IEEE Transactions on Knowledge and Data Engineering | 2013

A Survey on Region Extractors from Web Documents

Hassan A. Sleiman; Rafael Corchuelo

Extracting information from web documents has become a research area in which new proposals sprout out year after year. This has motivated several researchers to work on surveys that attempt to provide an overall picture of the many existing proposals. Unfortunately, none of these surveys provide a complete picture, because they do not take region extractors into account. These tools are kind of preprocessors, because they help information extractors focus on the regions of a web document that contain relevant information. With the increasing complexity of web documents, region extractors are becoming a must to extract information from many websites. Beyond information extraction, region extractors have also found their way into information retrieval, focused web crawling, topic distillation, adaptive content delivery, mashups, and metasearch engines. In this paper, we survey the existing proposals regarding region extractors and compare them side by side.


IEEE Transactions on Knowledge and Data Engineering | 2014

Trinity: On Using Trinary Trees for Unsupervised Web Data Extraction

Hassan A. Sleiman; Rafael Corchuelo

Web data extractors are used to extract data from web documents in order to feed automated processes. In this article, we propose a technique that works on two or more web documents generated by the same server-side template and learns a regular expression that models it and can later be used to extract data from similar documents. The technique builds on the hypothesis that the template introduces some shared patterns that do not provide any relevant data and can thus be ignored. We have evaluated and compared our technique to others in the literature on a large collection of web documents; our results demonstrate that our proposal performs better than the others and that input errors do not have a negative impact on its effectiveness; furthermore, its efficiency can be easily boosted by means of a couple of parameters, without sacrificing its effectiveness.
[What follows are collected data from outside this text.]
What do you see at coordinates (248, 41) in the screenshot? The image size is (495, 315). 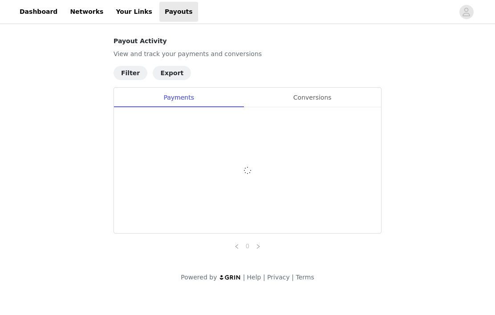 I see `h4: Payout Activity` at bounding box center [248, 41]. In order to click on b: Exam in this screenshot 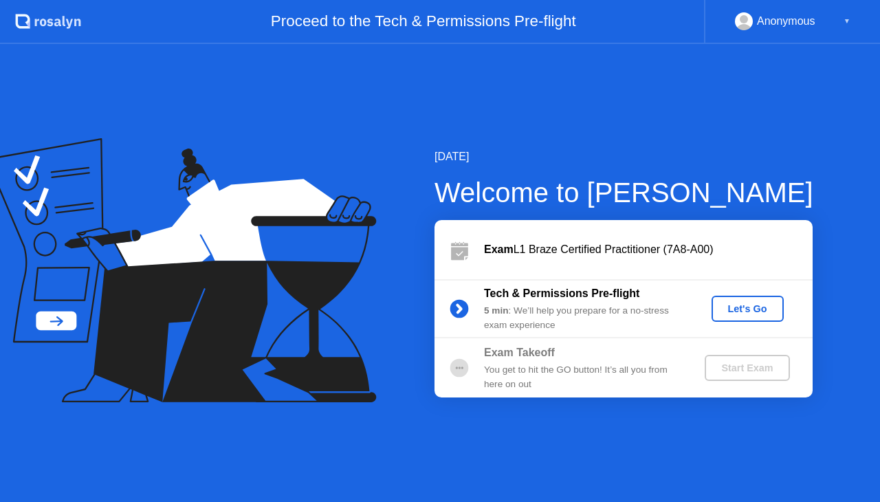, I will do `click(499, 249)`.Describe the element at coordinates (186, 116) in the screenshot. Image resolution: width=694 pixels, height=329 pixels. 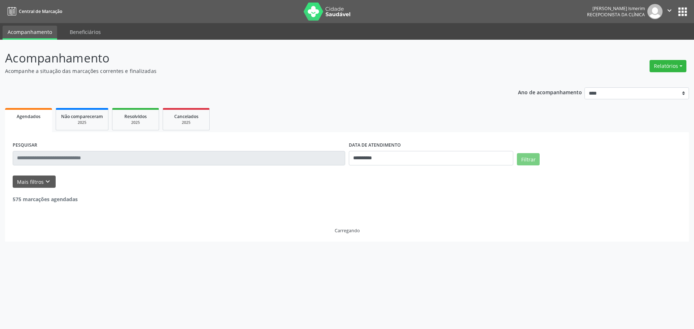
I see `span: Cancelados` at that location.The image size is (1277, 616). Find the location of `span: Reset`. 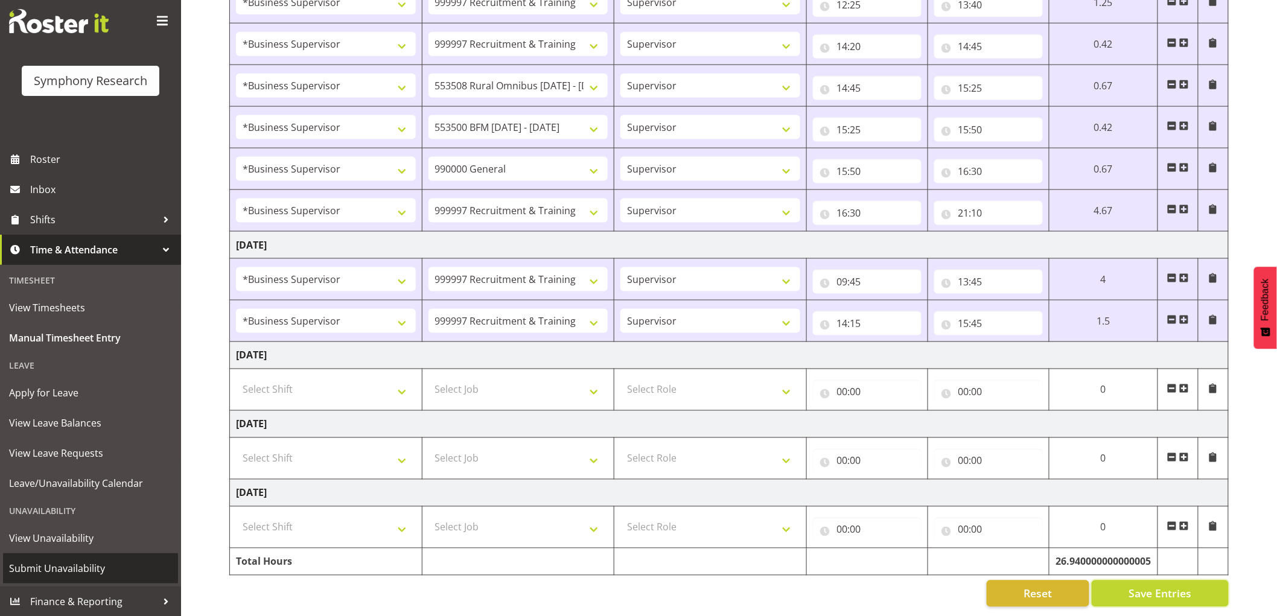

span: Reset is located at coordinates (1037, 594).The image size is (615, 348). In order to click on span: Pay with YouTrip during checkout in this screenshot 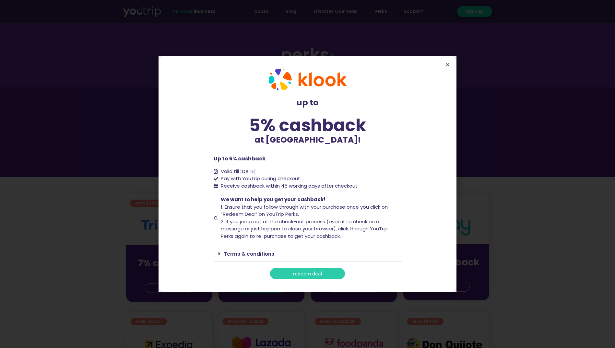, I will do `click(260, 179)`.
Knowledge Based Systems | 2013

TEX: An efficient and effective unsupervised Web information extractor

Hassan A. Sleiman; Rafael Corchuelo

The World Wide Web is an immense information resource. Web information extraction is the task that transforms human friendly Web information into structured information that can be consumed by automated business processes. In this article, we propose an unsupervised information extractor that works on two or more web documents generated by the same server side template. It finds and removes shared token sequences amongst these web documents until finding the relevant information that should be extracted from them. The technique is completely unsupervised and does not require maintenance, it allows working on malformed web documents, and does not require the relevant information to be formatted using repetitive patterns. Our complexity analysis reveals that our proposal is computationally tractable and our empirical study on real-world web documents demonstrates that it performs very fast and has a very high precision and recall.


Neurocomputing | 2014

A class of neural-network-based transducers for web information extraction

Hassan A. Sleiman; Rafael Corchuelo

The Web is a huge and still growing information repository that has attracted the attention of many companies. Many such companies rely on information extractors to integrate information that is buried into semi-structured web documents into automatic business processes. Many information extractors build on extraction rules, which can be handcrafted or learned using supervised or unsupervised techniques. The literature provides a variety of techniques to learn information extraction rules that build on ad hoc machine learning techniques. In this paper, we propose a hybrid approach that explores the use of standard machine-learning techniques to extract web information. We have specifically explored using neural networks; our results show that our proposal outperforms three state-of-the-art techniques in the literature, which opens up quite a new approach to information extraction.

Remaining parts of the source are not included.